Page 67 of Benji


Font Size:

I shake the bottle. Less than half full. Maybe a third. Benji uses it like he never expects things to run out. If I start using it on my arms like he told me to, I’ve got maybe two weeks left. Three if I’m careful.

After that, it’s gone.And he’s gone with it.

I look at the hospital lotion bolted to the wall beside the sink. My arms would survive that just fine. I cap the bottle and set it back beside my phone. I tell myself it’s because I’m tired.

It’s not.

The truth is, I’m rationing him.

The phone screen glows when I pick it up. His name is right there at the top of my messages — the last conversation,the way it always is now. I type before I can talk myself out of it.

Mickey:Made it. The bed is smaller but the silence is bigger. No monitors. It’s weird. How’s the arch?

The phone doesn’t buzz back. He’s busy, and he should be busy. The wedding is tomorrow.

The phone buzzes much later at ten-thirty.

Benji:You’re there! The arch is beautiful. Dante is making Cuban coffee and bossing the caterer in Spanish. The rehearsal went fine. Callie’s mother only cried twice which is a personal best. I’m exhausted and running on fumes. Wish I was sitting in a chair in your room instead of here. Goodnight, Mickey.

Mickey:Goodnight, Benji.

Morning comes with an early knock. The door opens and a different nurse enters, though she has the same tone. She checks my vitals and meds. Then she looks at me with the steady eyes of a woman who is about to make my day harder.

“Let’s get you sitting up,” she says.

It takes longer than it should. They raise the head of the bed and my body shifts, creating pressure in places I don’t fully feel but still register somewhere distant, like a radio playing two rooms over.

They swing my legs toward the edge. I watch them move and feel nothing; the disconnect between seeing my legs change position and feeling absolutely nothing below my hips is so familiar now that it’s almost boring.

They sit me up and the room tilts. My hands grip the mattress, and my core shakes as the muscles try to remember what they forgot while I was lying flat for two weeks. I lock my jaw and hold it because I’ve been through the police academy, and the academy taught me that your body quits before it needs to. I held a plank for six minutes with an instructor standing on my back. I can sit on the edge of a bed without passing out. There’s a knock, and then two more people step in.

“Morning, Mickey. I’m Jason from physical therapy.”

“And I’m Leah from occupational therapy.”

Jason is built like a safety, compact and quick, someone who played a sport and transferred the discipline into healthcare. Leah is calm as if she’s seen everything and nothing surprises her anymore. I like them both immediately because they don’t look at me with pity. They look at me like I’m a job.

“We’re going to start with some basics,” Jason says, crouching so we’re eye level. “Sitting balance. Transfers. See where you’re at. Nothing crazy. Goal today is to get you from the bed to that chair.”

The chair is five feet away. Five feet that might as well be five miles. Except I’m not going to think that way because that is how you lose.

“You’ve done a transfer before?” he asks.

“In Tallahassee. Took two people. About forty-five seconds. Longest forty-five seconds of my life.”

“This one might be faster. Ready?”

No.

“Yeah,” I say.

They move me. Jason on one side, Leah on the other, my body pivoting between them in a motion that depends entirely on their strength, not mine. For a second I’m suspended, weight hanging wrong, my legs dangling like they were attached as an afterthought, and then the vinyl creaks under me and I’m sitting in the chair breathing harder than a man should breathe for traveling five feet.

“Don’t brace through your shoulders,” Jason says. “You’re locking your arms. Your traps are doing all the work. Your core still has function above the injury. Use it.”

I try it. Pulling in, tightening what I can, holding myself upright without locking everything else down. It works for about two seconds before I drift right and catch it with my hand on the armrest.

“That’s a micro-adjustment,” Jason says. “You’re going to be making those constantly. Every second you’re in this chair, your body is working to stay centered. It’ll get more automatic over time but right now it’s going to feel like you’re constantly fighting to stay upright in ways nobody else can see.”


### PROBLEM TO WORK ON
Restate the following records word for word without images.

### DATA TO EXAMINE
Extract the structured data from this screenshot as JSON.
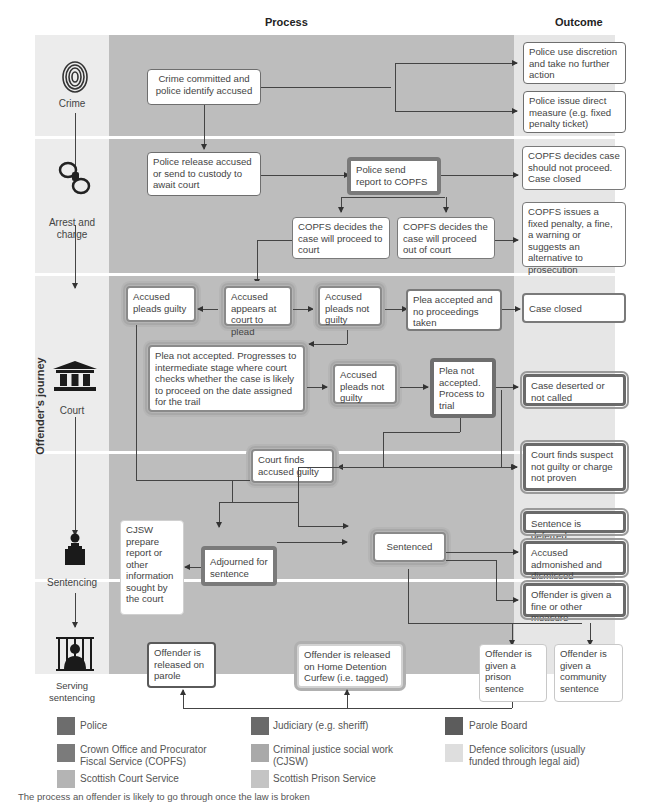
{
  "headers": {
    "process": "Process",
    "outcome": "Outcome"
  },
  "side_label": "Offender's journey",
  "stages": [
    {
      "label": "Crime",
      "icon": "fingerprint-icon"
    },
    {
      "label": "Arrest and charge",
      "icon": "handcuffs-icon"
    },
    {
      "label": "Court",
      "icon": "courthouse-icon"
    },
    {
      "label": "Sentencing",
      "icon": "judge-icon"
    },
    {
      "label": "Serving sentencing",
      "icon": "prison-bars-icon"
    }
  ],
  "boxes": {
    "crime_committed": "Crime committed and police identify accused",
    "police_discretion": "Police use discretion and take no further action",
    "police_direct_measure": "Police issue direct measure (e.g. fixed penalty ticket)",
    "police_release": "Police  release accused or send to custody to await court",
    "police_send_report": "Police send report to COPFS",
    "copfs_not_proceed": "COPFS decides case should not proceed. Case closed",
    "copfs_to_court": "COPFS decides the case will proceed to court",
    "copfs_out_of_court": "COPFS decides the case will proceed out of court",
    "copfs_fixed_penalty": "COPFS issues a fixed penalty, a fine, a warning or suggests an alternative to prosecution",
    "pleads_guilty": "Accused pleads guilty",
    "appears_to_plead": "Accused appears at court to plead",
    "pleads_not_guilty_1": "Accused pleads not guilty",
    "plea_accepted": "Plea accepted and no proceedings taken",
    "case_closed": "Case closed",
    "plea_not_accepted_intermediate": "Plea not accepted. Progresses to intermediate stage where court checks whether the case is likely to proceed on the date assigned for the trail",
    "pleads_not_guilty_2": "Accused pleads not guilty",
    "plea_not_accepted_trial": "Plea not accepted. Process to trial",
    "case_deserted": "Case deserted or not called",
    "court_finds_guilty": "Court finds accused guilty",
    "court_finds_not_guilty": "Court finds suspect not guilty or charge not proven",
    "cjsw_report": "CJSW prepare report or other information sought by the court",
    "adjourned": "Adjourned for sentence",
    "sentenced": "Sentenced",
    "sentence_deferred": "Sentence is deferred",
    "admonished": "Accused admonished and dismissed",
    "fine_other": "Offender is given a fine or other measure",
    "released_parole": "Offender is released on parole",
    "released_hdc": "Offender is released on Home Detention Curfew (i.e. tagged)",
    "prison_sentence": "Offender is given a prison sentence",
    "community_sentence": "Offender is given a community sentence"
  },
  "legend": [
    {
      "label": "Police",
      "color": "#6d6d6d"
    },
    {
      "label": "Judiciary (e.g. sheriff)",
      "color": "#6a6a6a"
    },
    {
      "label": "Parole Board",
      "color": "#5c5c5c"
    },
    {
      "label": "Crown Office and Procurator Fiscal Service (COPFS)",
      "color": "#7b7b7b"
    },
    {
      "label": "Criminal justice social work (CJSW)",
      "color": "#a9a9a9"
    },
    {
      "label": "Defence solicitors (usually funded through legal aid)",
      "color": "#dedede"
    },
    {
      "label": "Scottish Court Service",
      "color": "#b4b4b4"
    },
    {
      "label": "Scottish Prison Service",
      "color": "#c4c4c4"
    }
  ],
  "caption": "The process an offender is likely to go through once the law is broken"
}
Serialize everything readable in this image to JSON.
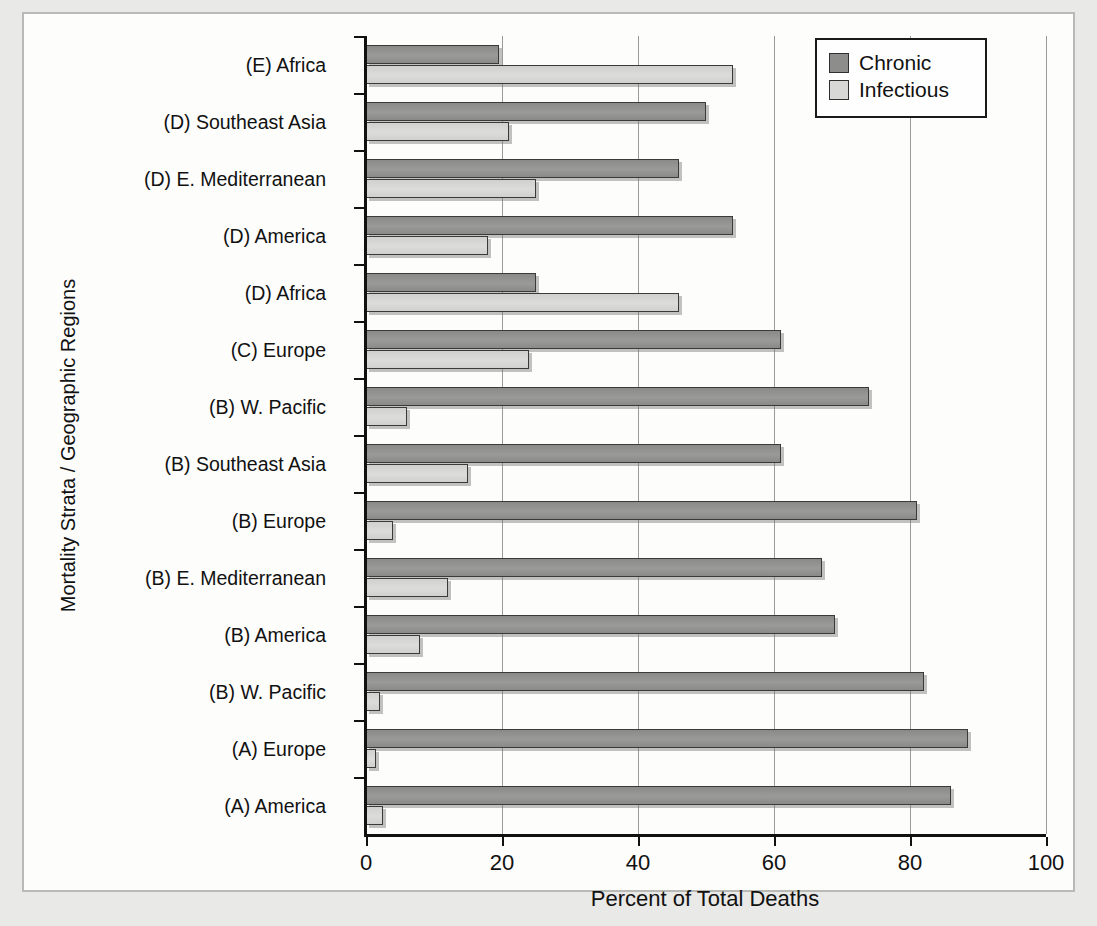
{
  "chart_data": {
    "type": "bar",
    "orientation": "horizontal",
    "title": "",
    "xlabel": "Percent of Total Deaths",
    "ylabel": "Mortality Strata / Geographic Regions",
    "xlim": [
      0,
      100
    ],
    "xticks": [
      0,
      20,
      40,
      60,
      80,
      100
    ],
    "grid": true,
    "legend_position": "top-right",
    "categories": [
      "(A) America",
      "(A) Europe",
      "(B) W. Pacific",
      "(B) America",
      "(B) E. Mediterranean",
      "(B) Europe",
      "(B) Southeast Asia",
      "(B) W. Pacific",
      "(C) Europe",
      "(D) Africa",
      "(D) America",
      "(D) E. Mediterranean",
      "(D) Southeast Asia",
      "(E) Africa"
    ],
    "series": [
      {
        "name": "Chronic",
        "color": "#8d8d8b",
        "values": [
          86,
          88.5,
          82,
          69,
          67,
          81,
          61,
          74,
          61,
          25,
          54,
          46,
          50,
          19.5
        ]
      },
      {
        "name": "Infectious",
        "color": "#d8d8d6",
        "values": [
          2.5,
          1.5,
          2,
          8,
          12,
          4,
          15,
          6,
          24,
          46,
          18,
          25,
          21,
          54
        ]
      }
    ]
  },
  "legend": {
    "items": [
      {
        "label": "Chronic",
        "color": "#8d8d8b"
      },
      {
        "label": "Infectious",
        "color": "#d8d8d6"
      }
    ]
  },
  "axes": {
    "x_title": "Percent of Total Deaths",
    "y_title": "Mortality Strata / Geographic Regions",
    "x_tick_labels": [
      "0",
      "20",
      "40",
      "60",
      "80",
      "100"
    ]
  }
}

### RESULT OF THE TASK
Extract the structured data from this screenshot as JSON.
{
  "headers": {
    "process": "Process",
    "outcome": "Outcome"
  },
  "side_label": "Offender's journey",
  "stages": [
    {
      "label": "Crime",
      "icon": "fingerprint-icon"
    },
    {
      "label": "Arrest and charge",
      "icon": "handcuffs-icon"
    },
    {
      "label": "Court",
      "icon": "courthouse-icon"
    },
    {
      "label": "Sentencing",
      "icon": "judge-icon"
    },
    {
      "label": "Serving sentencing",
      "icon": "prison-bars-icon"
    }
  ],
  "boxes": {
    "crime_committed": "Crime committed and police identify accused",
    "police_discretion": "Police use discretion and take no further action",
    "police_direct_measure": "Police issue direct measure (e.g. fixed penalty ticket)",
    "police_release": "Police  release accused or send to custody to await court",
    "police_send_report": "Police send report to COPFS",
    "copfs_not_proceed": "COPFS decides case should not proceed. Case closed",
    "copfs_to_court": "COPFS decides the case will proceed to court",
    "copfs_out_of_court": "COPFS decides the case will proceed out of court",
    "copfs_fixed_penalty": "COPFS issues a fixed penalty, a fine, a warning or suggests an alternative to prosecution",
    "pleads_guilty": "Accused pleads guilty",
    "appears_to_plead": "Accused appears at court to plead",
    "pleads_not_guilty_1": "Accused pleads not guilty",
    "plea_accepted": "Plea accepted and no proceedings taken",
    "case_closed": "Case closed",
    "plea_not_accepted_intermediate": "Plea not accepted. Progresses to intermediate stage where court checks whether the case is likely to proceed on the date assigned for the trail",
    "pleads_not_guilty_2": "Accused pleads not guilty",
    "plea_not_accepted_trial": "Plea not accepted. Process to trial",
    "case_deserted": "Case deserted or not called",
    "court_finds_guilty": "Court finds accused guilty",
    "court_finds_not_guilty": "Court finds suspect not guilty or charge not proven",
    "cjsw_report": "CJSW prepare report or other information sought by the court",
    "adjourned": "Adjourned for sentence",
    "sentenced": "Sentenced",
    "sentence_deferred": "Sentence is deferred",
    "admonished": "Accused admonished and dismissed",
    "fine_other": "Offender is given a fine or other measure",
    "released_parole": "Offender is released on parole",
    "released_hdc": "Offender is released on Home Detention Curfew (i.e. tagged)",
    "prison_sentence": "Offender is given a prison sentence",
    "community_sentence": "Offender is given a community sentence"
  },
  "legend": [
    {
      "label": "Police",
      "color": "#6d6d6d"
    },
    {
      "label": "Judiciary (e.g. sheriff)",
      "color": "#6a6a6a"
    },
    {
      "label": "Parole Board",
      "color": "#5c5c5c"
    },
    {
      "label": "Crown Office and Procurator Fiscal Service (COPFS)",
      "color": "#7b7b7b"
    },
    {
      "label": "Criminal justice social work (CJSW)",
      "color": "#a9a9a9"
    },
    {
      "label": "Defence solicitors (usually funded through legal aid)",
      "color": "#dedede"
    },
    {
      "label": "Scottish Court Service",
      "color": "#b4b4b4"
    },
    {
      "label": "Scottish Prison Service",
      "color": "#c4c4c4"
    }
  ],
  "caption": "The process an offender is likely to go through once the law is broken"
}
Serialize everything readable in this image to JSON.
{
  "chart_data": {
    "type": "bar",
    "orientation": "horizontal",
    "title": "",
    "xlabel": "Percent of Total Deaths",
    "ylabel": "Mortality Strata / Geographic Regions",
    "xlim": [
      0,
      100
    ],
    "xticks": [
      0,
      20,
      40,
      60,
      80,
      100
    ],
    "grid": true,
    "legend_position": "top-right",
    "categories": [
      "(A) America",
      "(A) Europe",
      "(B) W. Pacific",
      "(B) America",
      "(B) E. Mediterranean",
      "(B) Europe",
      "(B) Southeast Asia",
      "(B) W. Pacific",
      "(C) Europe",
      "(D) Africa",
      "(D) America",
      "(D) E. Mediterranean",
      "(D) Southeast Asia",
      "(E) Africa"
    ],
    "series": [
      {
        "name": "Chronic",
        "color": "#8d8d8b",
        "values": [
          86,
          88.5,
          82,
          69,
          67,
          81,
          61,
          74,
          61,
          25,
          54,
          46,
          50,
          19.5
        ]
      },
      {
        "name": "Infectious",
        "color": "#d8d8d6",
        "values": [
          2.5,
          1.5,
          2,
          8,
          12,
          4,
          15,
          6,
          24,
          46,
          18,
          25,
          21,
          54
        ]
      }
    ]
  },
  "legend": {
    "items": [
      {
        "label": "Chronic",
        "color": "#8d8d8b"
      },
      {
        "label": "Infectious",
        "color": "#d8d8d6"
      }
    ]
  },
  "axes": {
    "x_title": "Percent of Total Deaths",
    "y_title": "Mortality Strata / Geographic Regions",
    "x_tick_labels": [
      "0",
      "20",
      "40",
      "60",
      "80",
      "100"
    ]
  }
}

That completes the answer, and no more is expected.